Does the game have to load lots of stuff into the RAM when disembarking from your ship to a planet? That might be a factor, as I only have 16 gigs of RAM, and 6 of that are shared VRAM.
Shared VRAM is just plain disaster for the kind of game engine ED uses unfortunately. I'm mildly surprised Odyssey works at all...
The bottleneck is definitely RAM performance, because the game expects VRAM. That is somewhat mitigated by the fact the Go has DDR5 RAM but it still ain't VRAM, so even on raw speed, you're down, before you consider how much memory is available.
Since Ascendancy, the game is not completely comfortable on a 16GB system which ALSO has 6GB VRAM out on the GPU so yes, memory management will be the bottleneck.
so r u running a GTX4090 like gfn are too?
OP already mentioned they are using a Lenovo Legion Go. That has a mobile-focused GPU
with no dedicated VRAM
The GPU itself is an AMD Radeon 780M, which benchmarks nearly ten times worse than a GTX4090.
Nonetheless I‘ve got the impression that there is another issue of my individual setup regarding the planet disembarkings.
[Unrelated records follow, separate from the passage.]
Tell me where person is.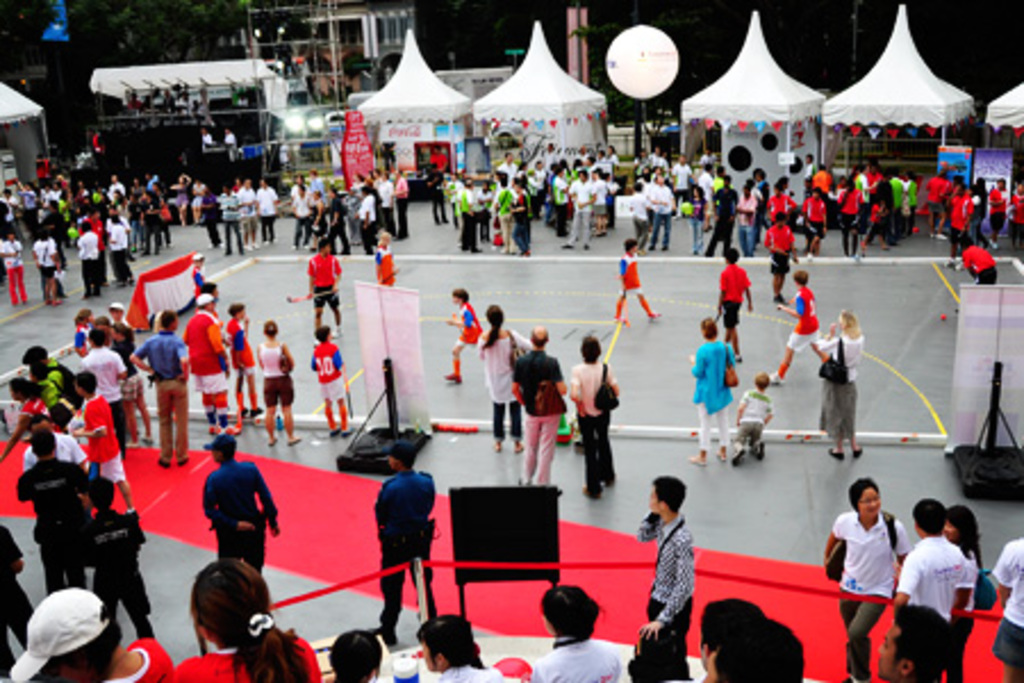
person is at BBox(25, 357, 73, 426).
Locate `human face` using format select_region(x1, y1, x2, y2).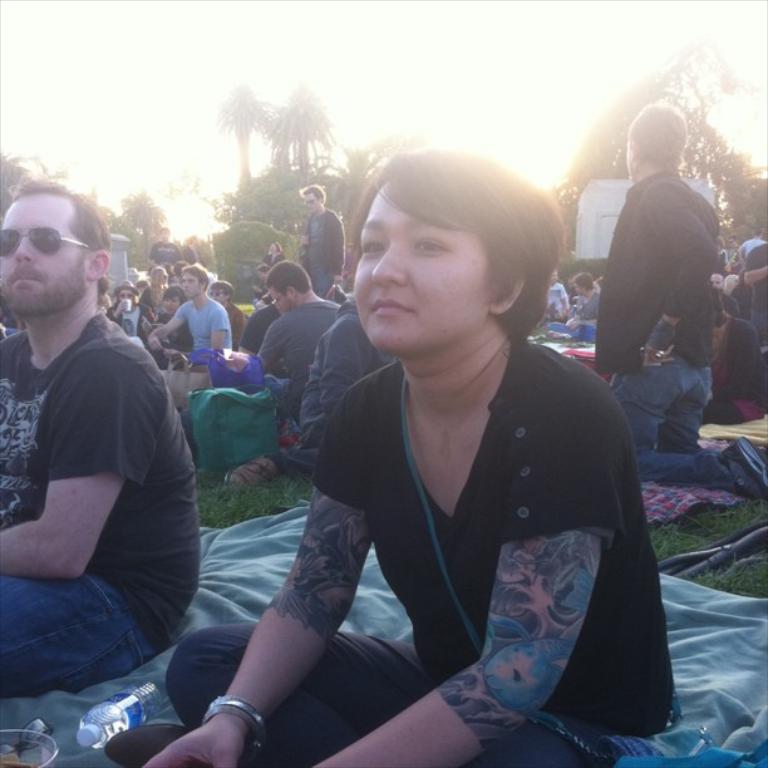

My device is a Legion Go BTW, maybe someone is using that too and is observing the same behavior?
Yep, rendering planets is very memory hungry
and it depends on best of breed modern CPU<->GPU comms. Since your memory is completely off the pace and it's on a weird architecture there's no good way of making that happen.
The good news is there are lots of configurables in the graphics options and some of them are there specifically to deal with this problem so you could try turning down a lot of the planet-specific stuff to help.
By default it does a lot of preload type stuff to help performance but on your system it'll drown it before it's even started, hence the unusually long time for that phase to happen. You can turn the wick down on all of that in the options which will then make it render more as it goes long; which will mean you'll get some load-in when it has to do that, and also means you'll get lower FPS because it's spending time rendering on-demand instead of using pre-rendered stuff, but it'll probably be
smoother.
Finally, seems your 780M benches a little bit worse than even my ancient 1060 so I doubt you'll get much better than FPS in the 20s on a planet surface unless you turn everything down to Lego mode. If you do get a decent FPS let me know what settings you used...
I'm not saying the Go is necessarily "bad" it's just unfortunately there are some very specific things it will never be good at and they are the
exact things ED depends on most, even though other games on there will probably fly.
ETA: Specifically, Ascendancy really increased the impact on memory, both total use of it and how often data goes backwards and forwards and around.